In the print both the case "a" represents the base address of array,but the first one increment 4 bytes and the second by 20 bytes. Any specific reason ?

Output:

Base Address of array 0x7fff2059b240                                                                                                                        
Address1 = 0x7fff2059b244         Address2 = 0x7fff2059b254 

Two concepts:

  1. Pointer arithmetic is based on the size of the pointed-to type.
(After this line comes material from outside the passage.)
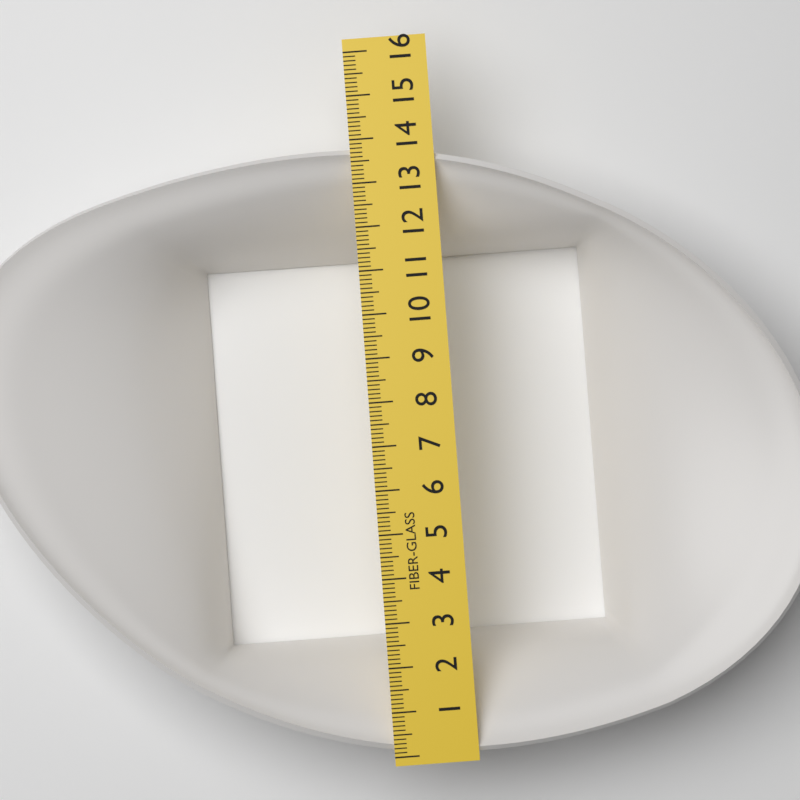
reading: 13.8 (no unit)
In other words, if you have a pointer to type T , then adding 1 to that pointer will give you the address of the next object of type T .

  2. Except when it is the operand of the sizeof or unary & operators, an expression of type "N-element array of T " will be converted ("decay") to an expression of type "pointer to T ", and the value of the expression will be the address of the first element of the array.

You declared a as a 5-element array of int . Assuming 4-byte int , the array occupies 20 bytes.

The expression a "decays" to type int * , so adding 1 to it gives you the address of the next int object following a (IOW, it's the same as &a[1] ).

The expression &a has type int (*)[5] (pointer to 5-element array of int ), so adding 1 to it gives you the address of the next 5-element array of int .

The size of what &a points to is 20 bytes (the whole array: 4 bytes x 5 elements), while the size of what a points to is 4 bytes (a single int ). The fact that they are both at the same address is irrelevant; they are different ways of interpreting what is at that address.

When you increment a+1 a is actually a pointer to int so its incremented 4 bytes, that is the size of int. But when you do &a , it becomes address of an array of 5 ints, so if you increment that, you will skip size of array of 5 ints.